Minas Ibrahim al-Yussufi, Secretary General of Iraq's Christian Democratic Party, was captured travelling from the northern city of Mosul to Baghdad.

Sweden's chief prosecutor, Katarina Johansson-Welin, said police had confirmed his release.

Mr Yussufi had appeared in two video appeals, asking Sweden's King and the Pope to intervene to save his life.

He said his captors, the Iraqi Revenge Brigades-Martyrs of al-Isawy Company, threatened to execute him unless they were paid $4m (£3m) ransom.

"I have been transferred to the execution unit of the Iraqi Vengeance Brigades, which certainly means my death and execution," he said in Arabic, in footage released earlier this month.

Ransom link?

Ms Johansson-Welin broke the news Mr Yussufi had been freed.

"I have received verbal confirmation from police investigating the case that he has been released," she told AFP news agency.
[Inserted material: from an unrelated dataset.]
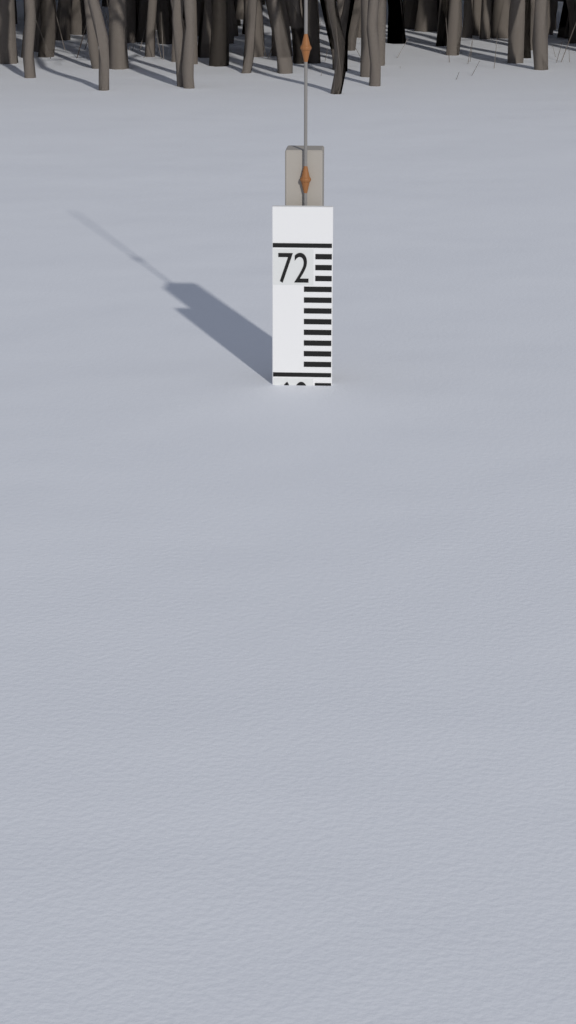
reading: 59 (no unit)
A Swedish police spokeswoman, Linda Widmark, said Mr Yussufi's family said he had been released but did not know if a ransom had been paid.
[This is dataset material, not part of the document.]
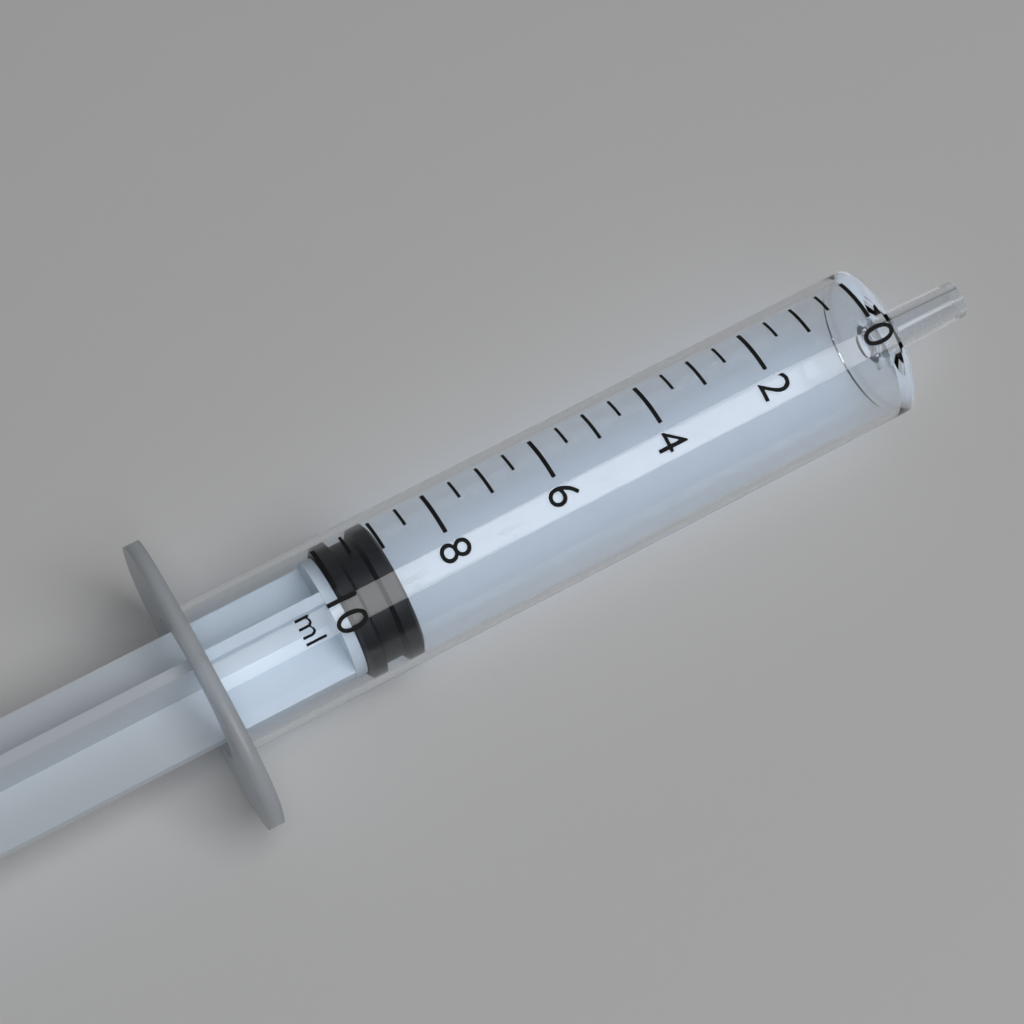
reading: 9.0 ml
"We don't have any other details," she was quoted by the Associated Press as saying.

The Swedish authorities have said very little about efforts to secure Mr Yussufi's release.

He had been living in Sweden since the early 1990s, but returned to Iraq after the fall of Saddam Hussein's regime in 2003.

He was said to have been involved in Iraq's elections, held on 31 January, when he was kidnapped.